Virginian-Pilot


DATE: Friday, July 4, 1997                  TAG: 9707020246

SECTION: VIRGINIA BEACH BEACON   PAGE: 12   EDITION: FINAL 

SOURCE: BY MARK YOUNG, STAFF WRITER 

                                            LENGTH:   86 lines




AIRPORT CO-WORKERS BUSY HELPING IN THE SKIES AND ON THE GROUND

Whether you're in the air or flat on your back in the hospital, four members of Norfolk International Airport's Air Traffic Control team are working to keep you alive.

Mike Sukman is an air traffic assistant; Gary O'Toole, Marylynn Harvey and William ``Butch'' Holland are air traffic controllers. While their primary job is directing the safe comings and goings of planeloads of passengers, each of them also is involved in life-saving on a personal level. The four co-workers are blood platelet donors.

Platelets are a sticky white component of whole blood that rush to the site of a cut in the body and act as the first-aid agents of the body's healing process. Cancer patients are prime recipients of donations because chemotherapy results in the destruction of most of their platelets. Others who benefit from donations of the vital substance are hemophiliacs and those suffering from aplastic anemia and other blood diseases.

O'Toole, 39, who lives in the Thoroughgood section of Virginia Beach, said platelet donation fits in with his lifestyle. ``I just try to do it whenever I can squeeze it in. I try to be a filler. You just call and tell them who you are and if they have any cancellations, they'll get you in. They're great to work with.'' Since November 1992, when he was recruited by Sukman, O'Toole has donated 94 times.

Sukman is well-known around the Red Cross. An Air Force veteran who retired after 22 years of service, Sukman had already donated six gallons of his whole blood before he began as a platelet donor in April 1992. Since then he has helped recruit about a half-dozen of his co-workers for the program. Another regular donor, Dan Lass, transferred to Denver last year.

Donors like Sukman are rare, said apheresis technician Terri Verhulst. ``He is definitely dedicated. He helps out in recruiting, goes out on the bloodmobile, and speaks to groups.''

Verhulst said large numbers of donors from one business are unusual but not unheard of. Assistant recruiter Lyn Stoller remembered two. ``We had a group come in from the IRS who came to be tissue-typed for bone marrow transplant by doing apheresis. There was an Army man from Fort Eustis who brought in more than 30 donors. He would organize a large group from the base and bring them all over here. Then he retired. Boy, do we miss him,'' Stoller said.

As many as 200 units can be needed for the treatment of one patient. The perishable platelets, unlike whole blood, can be stored only five days.

``The need has grown tremendously,'' said Wanda Fink, supervisor of the apheresis unit. For the coming fiscal year, the Mid-Atlantic Region of the American Red Cross has contracted to provide 20,000 units of platelets, as compared to 9,000 it provided last year. ``Every year, we're having to double what we produced for the previous year. The need is extreme,'' said out-going apheresis donor recruiter, Debby Hugill.

Dawn Welles, Hugill's successor, spelled out the task in front of her, ``We need to go from having the 1,000 to 1,200 active donors we have now to having 3,000 to 4,000 donors.''

Fink said doctors greatly prefer these donations to those derived from whole blood. Each pint of donated whole blood yields only a teaspoon of platelets, she said. ``These are referred to as random platelets because they must be mixed with the donations of five to 10 donors to create the same dose that we get from one apheresis donation.'' The possibility of contamination or rejection are greatly decreased in the reduction to a single donor, Fink said.

Sukman, O'Toole and Harvey donate a unit of platelets from their blood every two weeks. Harvey has given 25 units. Holland has just gotten started. After five years, Sukman and O'Toole show no signs of slowing down.

They go the Red Cross building just off Brambleton Avenue in Norfolk. There they recline on raised couches and have a needle inserted into each arm. For the next hour and a half they lie next to a complicated-looking, blue and white machine called a COBE cell processor, while their blood passes through narrow plastic lines into the belly of the machine and back out again.

The plastic lines, which run from the needle in one arm through the $30,000 machine and back to the other arm, are new for each donor. No blood or blood product ever comes in contact with human hands or with any part of the machine.

Whole blood donation removes about the same volume of material from the donor but takes place in only 15 to 20 minutes. Apheresis occurs over 90 minutes and returns all the red and white blood cells to the body.

``About the only discomfort,'' said Sukman, ``is for about two seconds when they insert the needles. Once they're in, you just sit there and relax.'' MEMO: To donate, call 446-7728. ILLUSTRATION: Staff photo by VICKI CRONIS

From left, Gary O'Toole, Marylynn Harvey, Mike Sukman and William

``Butch'' Holland are regular blood platelet donors.

Gary O'Toole has donated 94 times since November 1992.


Required work | Whenever a line in the data below includes the string "compartment", copy it out.

━━━━━ Entries supplied

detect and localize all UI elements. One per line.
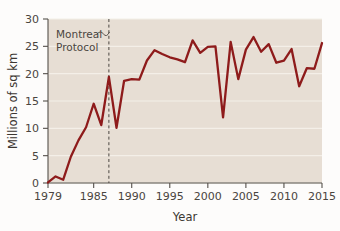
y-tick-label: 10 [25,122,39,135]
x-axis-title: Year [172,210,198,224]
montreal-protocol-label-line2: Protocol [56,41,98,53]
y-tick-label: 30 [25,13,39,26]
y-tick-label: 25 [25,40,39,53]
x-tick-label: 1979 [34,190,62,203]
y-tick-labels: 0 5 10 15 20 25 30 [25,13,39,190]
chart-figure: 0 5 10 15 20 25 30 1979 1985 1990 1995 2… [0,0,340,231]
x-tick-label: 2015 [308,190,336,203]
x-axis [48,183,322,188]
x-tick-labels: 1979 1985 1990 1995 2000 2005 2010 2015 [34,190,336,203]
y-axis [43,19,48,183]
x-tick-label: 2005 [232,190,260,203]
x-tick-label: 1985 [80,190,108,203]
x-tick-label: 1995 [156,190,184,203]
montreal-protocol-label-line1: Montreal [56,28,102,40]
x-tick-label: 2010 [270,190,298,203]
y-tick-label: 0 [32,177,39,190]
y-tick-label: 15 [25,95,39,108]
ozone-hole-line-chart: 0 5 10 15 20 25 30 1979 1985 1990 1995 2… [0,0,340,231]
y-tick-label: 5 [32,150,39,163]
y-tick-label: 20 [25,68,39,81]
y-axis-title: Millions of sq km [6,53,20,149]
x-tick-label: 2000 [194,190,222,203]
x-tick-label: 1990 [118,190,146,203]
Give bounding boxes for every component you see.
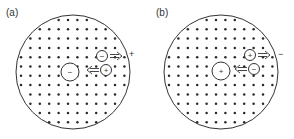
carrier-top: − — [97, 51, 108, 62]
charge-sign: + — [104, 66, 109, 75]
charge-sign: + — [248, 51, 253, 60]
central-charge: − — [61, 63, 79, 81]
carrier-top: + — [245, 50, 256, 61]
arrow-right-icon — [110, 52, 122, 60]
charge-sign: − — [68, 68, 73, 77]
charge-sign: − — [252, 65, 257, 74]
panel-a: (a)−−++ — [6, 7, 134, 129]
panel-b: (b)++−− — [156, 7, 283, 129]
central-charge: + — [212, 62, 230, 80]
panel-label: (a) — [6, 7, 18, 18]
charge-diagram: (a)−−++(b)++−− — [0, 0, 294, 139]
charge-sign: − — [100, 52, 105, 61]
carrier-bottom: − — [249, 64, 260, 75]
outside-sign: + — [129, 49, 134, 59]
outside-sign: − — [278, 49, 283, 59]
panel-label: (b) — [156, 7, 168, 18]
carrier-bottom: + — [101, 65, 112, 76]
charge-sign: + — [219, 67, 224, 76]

━━━━━━━━━━
━━━━━ Entries supplied

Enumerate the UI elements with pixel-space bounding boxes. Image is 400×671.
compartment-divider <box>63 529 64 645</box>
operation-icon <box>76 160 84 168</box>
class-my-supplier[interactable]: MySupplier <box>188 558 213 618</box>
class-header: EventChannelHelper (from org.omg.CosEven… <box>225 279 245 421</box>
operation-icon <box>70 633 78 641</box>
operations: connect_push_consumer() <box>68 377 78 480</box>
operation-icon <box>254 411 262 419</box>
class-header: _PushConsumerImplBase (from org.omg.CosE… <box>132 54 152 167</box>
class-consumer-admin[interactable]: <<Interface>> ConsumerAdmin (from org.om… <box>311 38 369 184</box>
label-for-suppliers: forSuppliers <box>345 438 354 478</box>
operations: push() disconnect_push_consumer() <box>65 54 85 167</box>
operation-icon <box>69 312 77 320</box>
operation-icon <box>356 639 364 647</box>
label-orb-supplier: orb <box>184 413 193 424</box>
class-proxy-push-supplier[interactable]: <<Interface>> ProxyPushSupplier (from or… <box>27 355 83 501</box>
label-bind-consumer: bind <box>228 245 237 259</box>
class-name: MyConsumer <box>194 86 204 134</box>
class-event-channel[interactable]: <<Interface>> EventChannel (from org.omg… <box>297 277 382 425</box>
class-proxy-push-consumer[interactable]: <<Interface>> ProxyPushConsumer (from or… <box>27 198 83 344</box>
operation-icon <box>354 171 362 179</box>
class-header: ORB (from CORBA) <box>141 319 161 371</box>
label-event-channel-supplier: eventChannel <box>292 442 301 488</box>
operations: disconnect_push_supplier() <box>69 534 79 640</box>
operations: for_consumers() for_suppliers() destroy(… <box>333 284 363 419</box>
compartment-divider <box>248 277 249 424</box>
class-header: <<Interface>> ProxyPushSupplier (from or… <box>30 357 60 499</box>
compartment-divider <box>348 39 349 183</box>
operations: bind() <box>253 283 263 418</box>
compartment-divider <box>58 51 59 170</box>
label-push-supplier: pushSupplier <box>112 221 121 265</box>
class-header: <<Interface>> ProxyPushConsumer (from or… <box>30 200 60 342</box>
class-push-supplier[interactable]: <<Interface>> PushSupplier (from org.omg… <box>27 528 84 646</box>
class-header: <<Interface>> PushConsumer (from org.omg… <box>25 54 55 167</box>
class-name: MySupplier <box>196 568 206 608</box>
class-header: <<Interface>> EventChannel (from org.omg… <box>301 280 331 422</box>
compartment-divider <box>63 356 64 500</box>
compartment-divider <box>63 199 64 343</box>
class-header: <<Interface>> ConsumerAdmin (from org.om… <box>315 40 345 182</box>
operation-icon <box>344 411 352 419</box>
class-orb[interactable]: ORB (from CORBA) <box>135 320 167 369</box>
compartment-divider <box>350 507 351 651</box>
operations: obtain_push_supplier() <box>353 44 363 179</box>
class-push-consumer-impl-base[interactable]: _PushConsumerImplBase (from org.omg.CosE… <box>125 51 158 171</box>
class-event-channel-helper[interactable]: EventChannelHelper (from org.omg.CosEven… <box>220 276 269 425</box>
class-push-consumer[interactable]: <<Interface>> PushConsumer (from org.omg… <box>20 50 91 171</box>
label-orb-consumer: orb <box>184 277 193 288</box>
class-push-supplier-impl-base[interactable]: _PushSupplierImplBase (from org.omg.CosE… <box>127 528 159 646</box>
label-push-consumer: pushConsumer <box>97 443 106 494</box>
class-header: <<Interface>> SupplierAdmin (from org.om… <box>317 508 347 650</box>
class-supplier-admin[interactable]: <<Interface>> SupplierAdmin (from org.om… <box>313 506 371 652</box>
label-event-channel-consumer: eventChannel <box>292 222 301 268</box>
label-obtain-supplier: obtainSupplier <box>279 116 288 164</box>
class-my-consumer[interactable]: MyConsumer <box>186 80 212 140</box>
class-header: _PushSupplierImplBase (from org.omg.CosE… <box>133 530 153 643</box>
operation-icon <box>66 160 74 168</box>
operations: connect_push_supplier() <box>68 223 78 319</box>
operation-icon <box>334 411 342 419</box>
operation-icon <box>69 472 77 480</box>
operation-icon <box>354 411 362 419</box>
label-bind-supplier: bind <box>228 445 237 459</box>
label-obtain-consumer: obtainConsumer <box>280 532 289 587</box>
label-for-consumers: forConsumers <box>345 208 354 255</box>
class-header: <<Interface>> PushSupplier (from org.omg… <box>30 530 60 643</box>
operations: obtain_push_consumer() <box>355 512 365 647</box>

━━━━━━━━━━
━━━━━ Entries supplied

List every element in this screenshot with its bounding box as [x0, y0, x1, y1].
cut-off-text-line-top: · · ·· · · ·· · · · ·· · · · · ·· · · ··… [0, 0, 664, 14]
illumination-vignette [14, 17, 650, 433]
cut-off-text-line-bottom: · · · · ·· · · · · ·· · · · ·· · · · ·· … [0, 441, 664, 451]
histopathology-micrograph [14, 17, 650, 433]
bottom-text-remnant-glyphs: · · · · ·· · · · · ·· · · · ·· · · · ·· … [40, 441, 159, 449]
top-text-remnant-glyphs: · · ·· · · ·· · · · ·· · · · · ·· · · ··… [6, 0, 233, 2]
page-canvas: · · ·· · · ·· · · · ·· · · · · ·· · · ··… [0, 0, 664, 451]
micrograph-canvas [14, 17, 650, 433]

━━━━━━━━━━

Result of this exercise |
compartment-divider <box>63 529 64 645</box>
compartment-divider <box>248 277 249 424</box>
compartment-divider <box>348 39 349 183</box>
compartment-divider <box>58 51 59 170</box>
compartment-divider <box>63 356 64 500</box>
compartment-divider <box>63 199 64 343</box>
compartment-divider <box>350 507 351 651</box>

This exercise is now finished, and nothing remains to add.